Abner chuckled. “I took the long path to answer y
our question. You asked why nothing is alive around that house. It is because it sits in a dead place where nothing grows.” He looked from Holly to Keith. “But it is not the house that makes the place dead; it is the portal.”
Holly was riveted. “It’s under the house?”
Abner shrugged. “Maybe. Or perhaps simply under lots of earth - it’s been many, many centuries since this supposedly happened.” He smiled the smallest bit. “And you must understand that what I’ve told you is a myth - but more often than not, there is truth to be found in such myths. Fairy tales are myths, too, and they teach us certain things.”
“Don’t eat candy houses in the forest.” Keith smiled.
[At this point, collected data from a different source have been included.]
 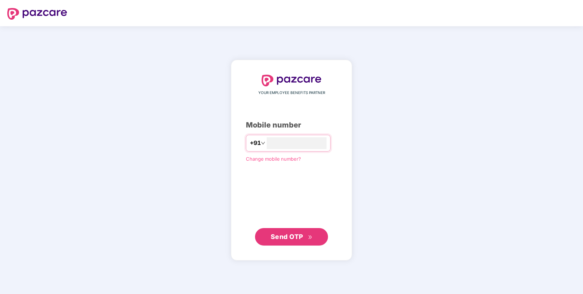 I want to click on button: Send OTPdouble-right, so click(x=292, y=237).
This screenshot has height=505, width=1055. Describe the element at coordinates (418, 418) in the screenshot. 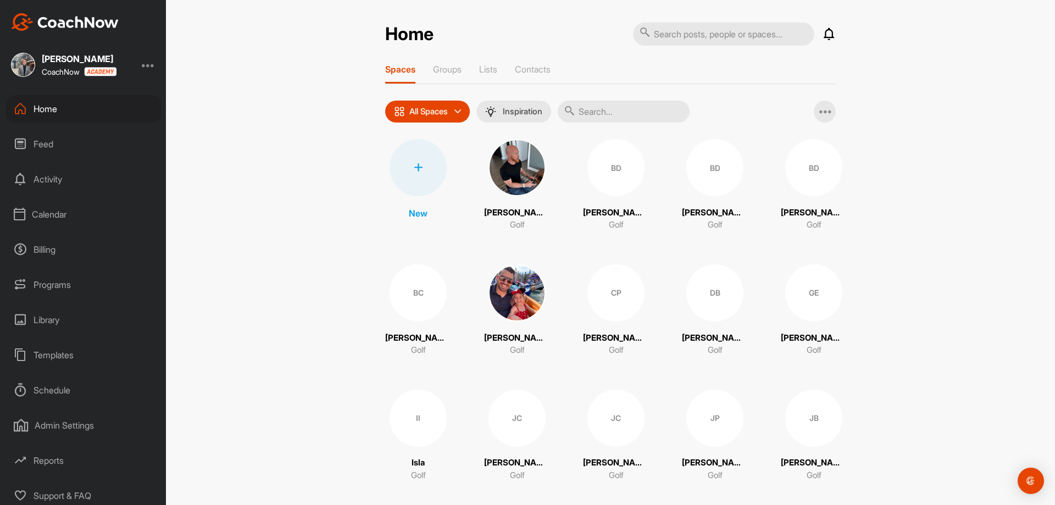

I see `div: II` at that location.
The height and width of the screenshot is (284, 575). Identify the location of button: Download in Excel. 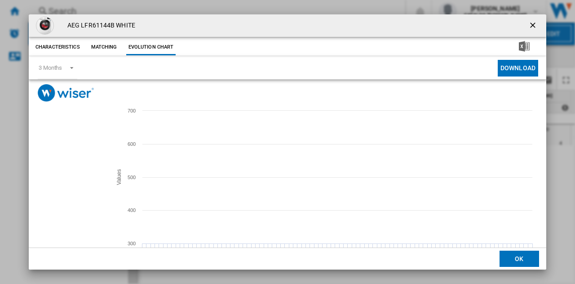
(525, 47).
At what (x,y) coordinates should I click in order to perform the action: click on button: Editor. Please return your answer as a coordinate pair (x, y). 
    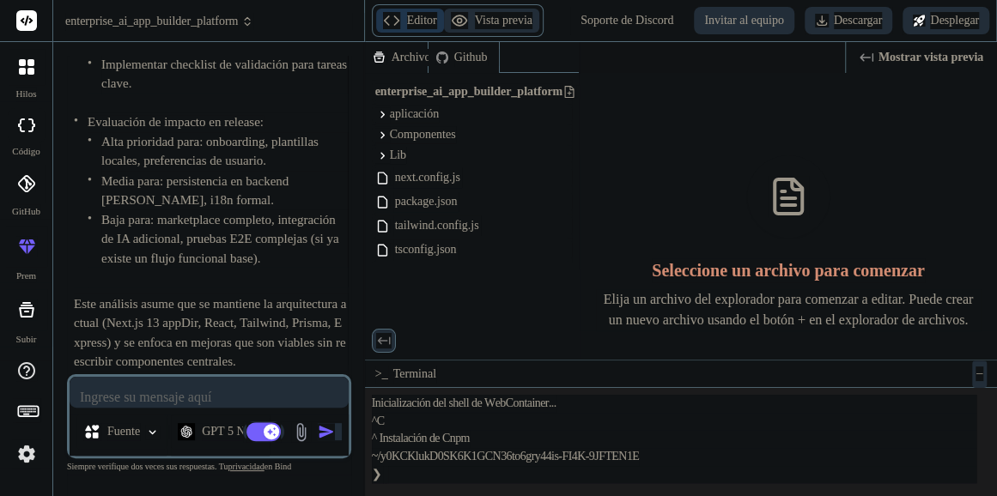
    Looking at the image, I should click on (409, 21).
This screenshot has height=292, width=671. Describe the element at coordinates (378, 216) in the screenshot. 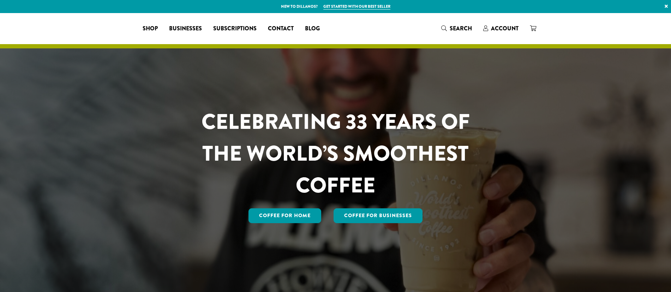

I see `a: Coffee For Businesses` at that location.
Abner nodded. “Is there really an opening and a powerful angry spirit haunting it? I doubt that, though anything is possible. I do know that our people have considered that spot a bad place and have avoided it for as long as the tales have been told. There are very few of us here now - we began moving away during the days of the copper mines. And I don’t just mean when the white man came, but before that, when my people were the miners.”
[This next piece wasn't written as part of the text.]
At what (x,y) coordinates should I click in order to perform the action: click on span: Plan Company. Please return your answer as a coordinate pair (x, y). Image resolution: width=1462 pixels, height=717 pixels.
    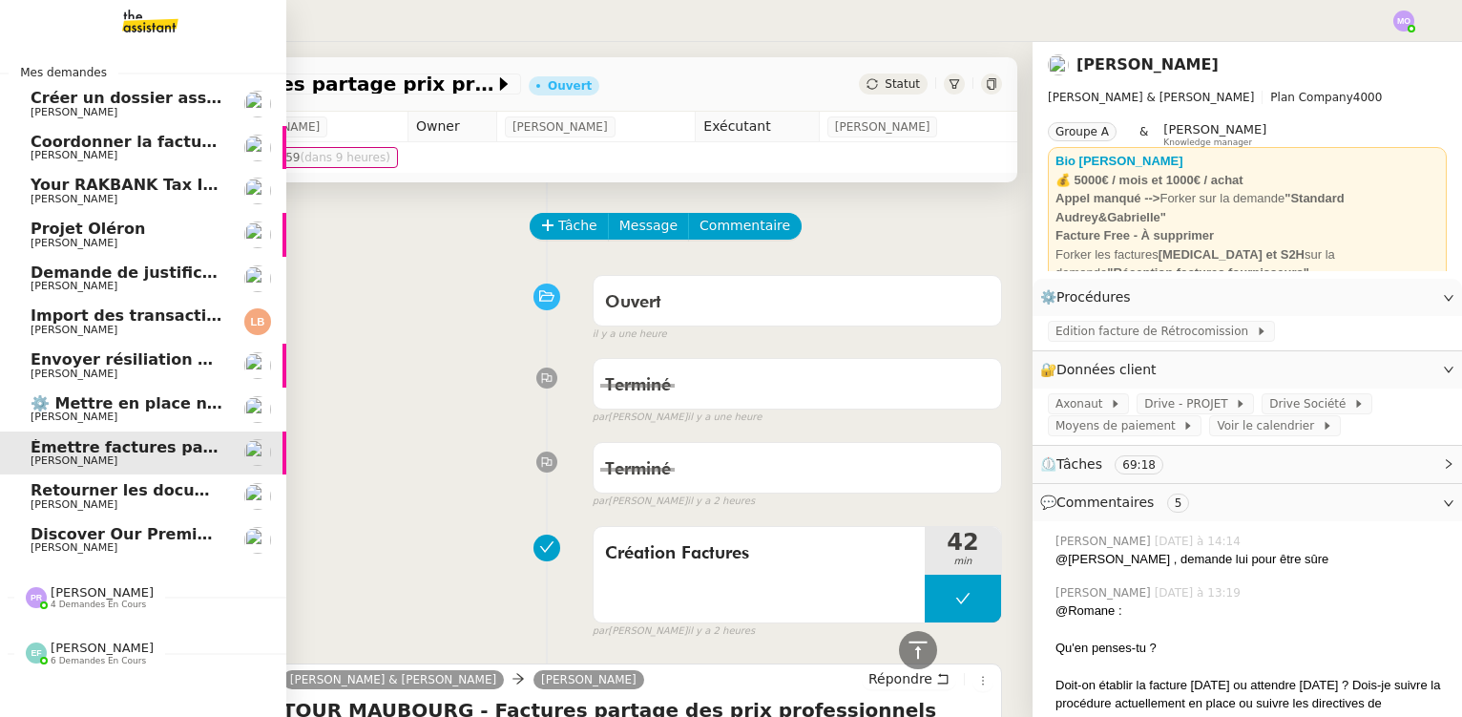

“Why?” Holly asked, her fears forgotten. She burst with questions.
“Why don’t we go get those drinks now?” Abner rose and putting his hands to his waist, stretched his back to one side then the other with a satisfied grunt. “It’s too hot. I’ll tell you when we get there.”
Holly and Keith stood up and Holly spoke as they began their walk to the heart of town. “How did you know I was going to come down the trail when I did?”
“I didn’t,” Keith told her. “I mean, you said you would come today, but I thought you’d be on your bike.”
“So, it was just coincidence that you were there?”
Abner cleared his throat. “That was not a coincidence, young lady. That was synchronicity.”
“Synchro-what?”
“Synchronicity. The universe saw to it that we met when we were supposed to.”
Holly nodded. She liked that idea very much.